In the 1936 election, one year after President Roosevelt signed the law creating Social Security, his Republican opponent Alf Landon called it a "cruel hoax" and promised to repeal it.
Landon won just two states—and, four years later, Republican nominee Wendell Willkie ran on expanding Social Security. Although congressional Republicans continued guerrilla warfare against the program into the 1950s, the prospect of full-scale repeal sank with Landon.
In 1964, Republican presidential nominee Barry Goldwater staunchly opposed the creation of Medicare, the health program for the elderly proposed by President Johnson. But after Johnson routed Goldwater and then pushed Medicare through Congress in 1965, opposition collapsed. By 1968, Republican presidential nominee Richard Nixon accepted it as settled law.Meanwhile, today's reactionary Republicans want to do what?
[Rep. Paul "Lyin'"] Ryan's defiant budget—coming immediately after the rush that produced more than 7 million enrollments on the health care exchanges, plus at least another 4 million sign-ups under Medicaid—captured how much momentum the repeal cause retains in the GOP. How far apart are the two sides? Ryan's plan would not only undo the insurance expansions under Obamacare but also impose further sharp cuts on Medicaid, eventually eliminating existing coverage for an additional 15 million to 20 million people. (our emphasis)Brownstein's piece is titled "The Health Care Reform War Without End." For nearly 100 years, the Republican Party has been philosophically opposed to government involvement in ameliorating the lives of the most vulnerable Americans, specifically its providing protections (a "safety net") for those Americans. That long-held view has been further radicalized in the past 30-or-so years by the ascendance of what was once a fringe part of the conservative movement, but is now at its cold, beating heart: far-right libertarianism =cough= Paul Ryan = cough= Rand Paul =cough=. From 1935 to today, every effort to protect the vulnerable, the elderly, the poor, has been met with implacable hostility from reactionary Republicans. It's always helpful to be reminded that every victory is just a battle won in a longer war -- a "War Without End."
BONUS: Nice companion piece by Michael Tomasky on what Republicans are really all about.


*What you are asked to do*. Line filter on the word "type": copy each matching line from the entries.

*Excerpts from a dataset*.
☆ ☆ ☆ ☆ ☆ ☆ ☆

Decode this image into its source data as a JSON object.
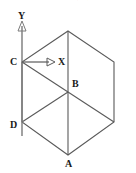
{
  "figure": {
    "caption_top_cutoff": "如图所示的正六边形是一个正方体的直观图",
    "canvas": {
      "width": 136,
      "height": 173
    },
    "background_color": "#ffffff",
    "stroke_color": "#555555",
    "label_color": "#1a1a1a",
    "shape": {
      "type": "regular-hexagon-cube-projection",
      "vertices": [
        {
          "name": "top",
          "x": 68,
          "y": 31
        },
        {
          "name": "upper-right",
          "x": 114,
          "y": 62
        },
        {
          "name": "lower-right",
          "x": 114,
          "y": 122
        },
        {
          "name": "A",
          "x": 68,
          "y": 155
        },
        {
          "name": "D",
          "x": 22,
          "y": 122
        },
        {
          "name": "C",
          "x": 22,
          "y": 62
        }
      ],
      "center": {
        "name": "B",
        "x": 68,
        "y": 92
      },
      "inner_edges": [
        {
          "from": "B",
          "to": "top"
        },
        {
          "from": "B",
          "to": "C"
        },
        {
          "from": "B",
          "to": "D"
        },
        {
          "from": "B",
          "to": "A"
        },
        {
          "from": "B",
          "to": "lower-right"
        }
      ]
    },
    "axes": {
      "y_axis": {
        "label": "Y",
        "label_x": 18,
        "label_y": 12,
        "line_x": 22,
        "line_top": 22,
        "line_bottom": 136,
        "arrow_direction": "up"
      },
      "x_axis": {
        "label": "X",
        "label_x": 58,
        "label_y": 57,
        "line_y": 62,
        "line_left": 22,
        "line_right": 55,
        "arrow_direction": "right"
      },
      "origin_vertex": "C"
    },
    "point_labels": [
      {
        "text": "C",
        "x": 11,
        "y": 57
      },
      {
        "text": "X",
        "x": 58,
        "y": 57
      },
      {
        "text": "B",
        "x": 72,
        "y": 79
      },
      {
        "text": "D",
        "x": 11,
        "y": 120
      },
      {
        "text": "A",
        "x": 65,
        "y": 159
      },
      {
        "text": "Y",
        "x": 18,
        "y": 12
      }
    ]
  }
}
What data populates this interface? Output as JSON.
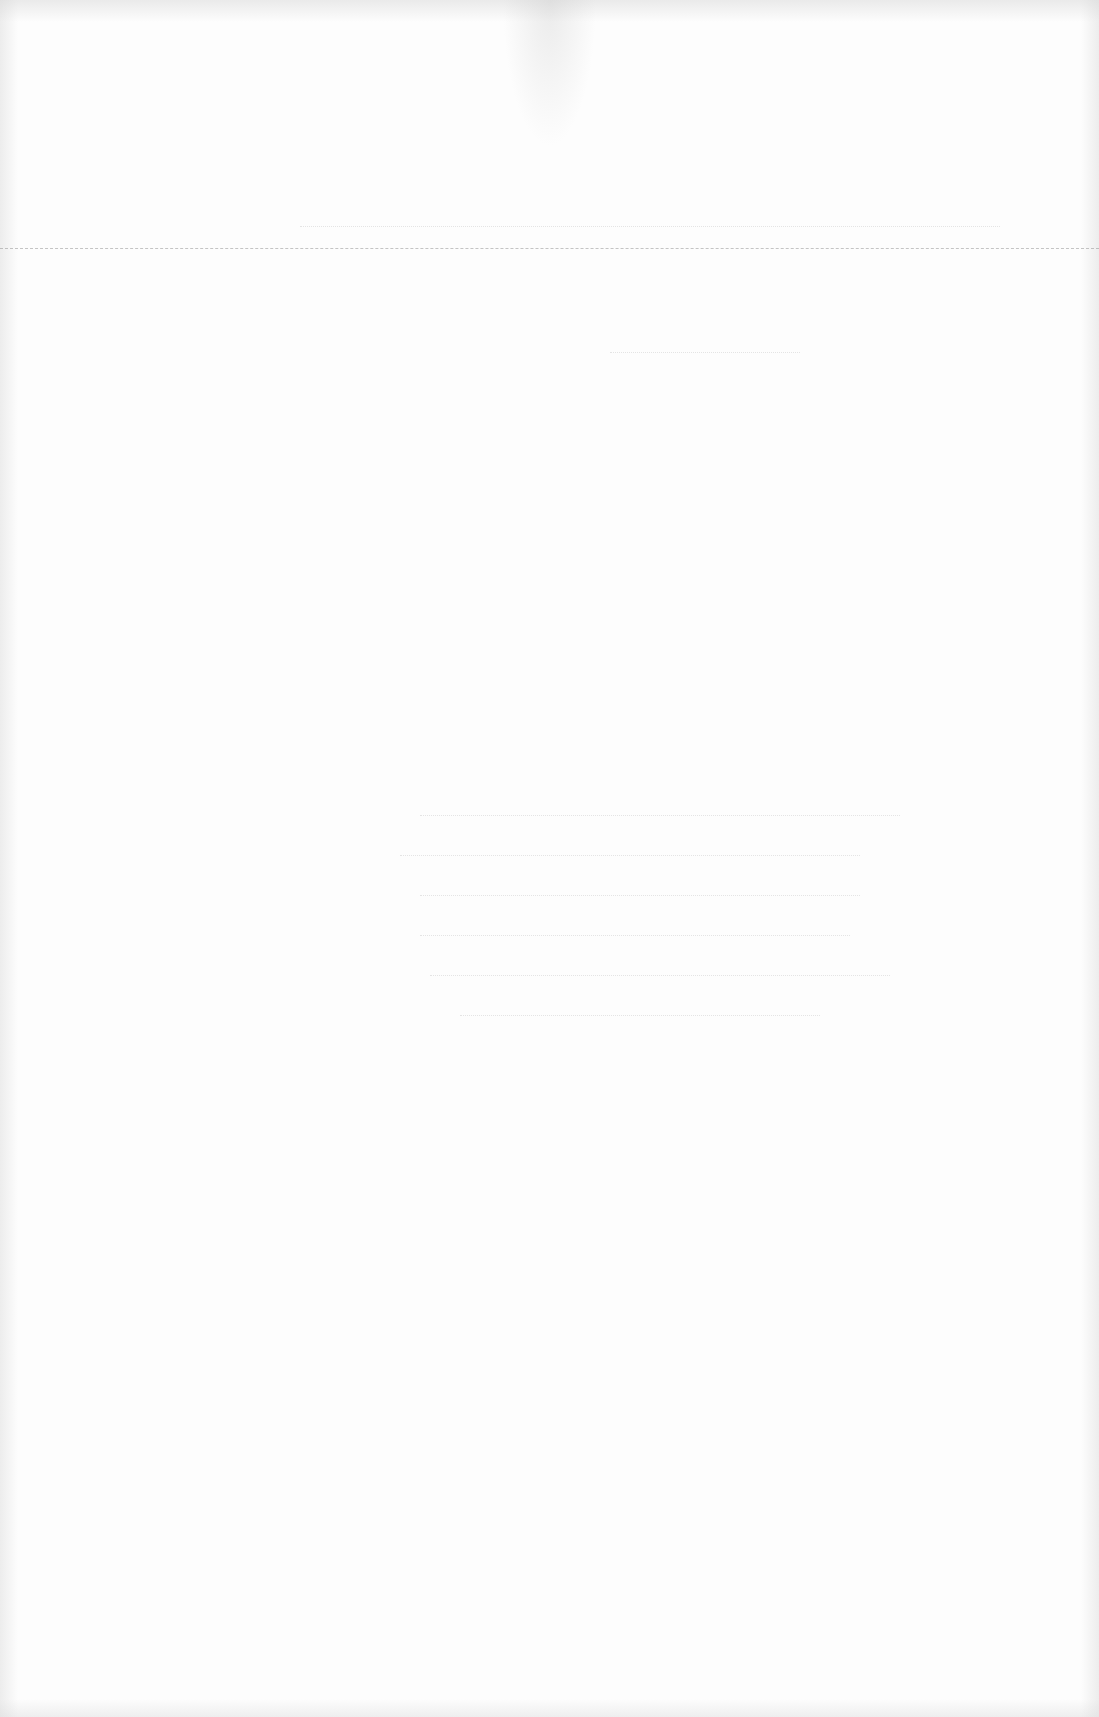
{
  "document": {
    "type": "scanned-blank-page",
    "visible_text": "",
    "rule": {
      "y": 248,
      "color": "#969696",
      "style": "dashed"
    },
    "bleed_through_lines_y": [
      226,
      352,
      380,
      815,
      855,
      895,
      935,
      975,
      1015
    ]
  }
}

☆ ☆ ☆ ☆ ☆ ☆ ☆

*Completed exercise*.
      "type": "regular-hexagon-cube-projection",
    "type": "scanned-blank-page",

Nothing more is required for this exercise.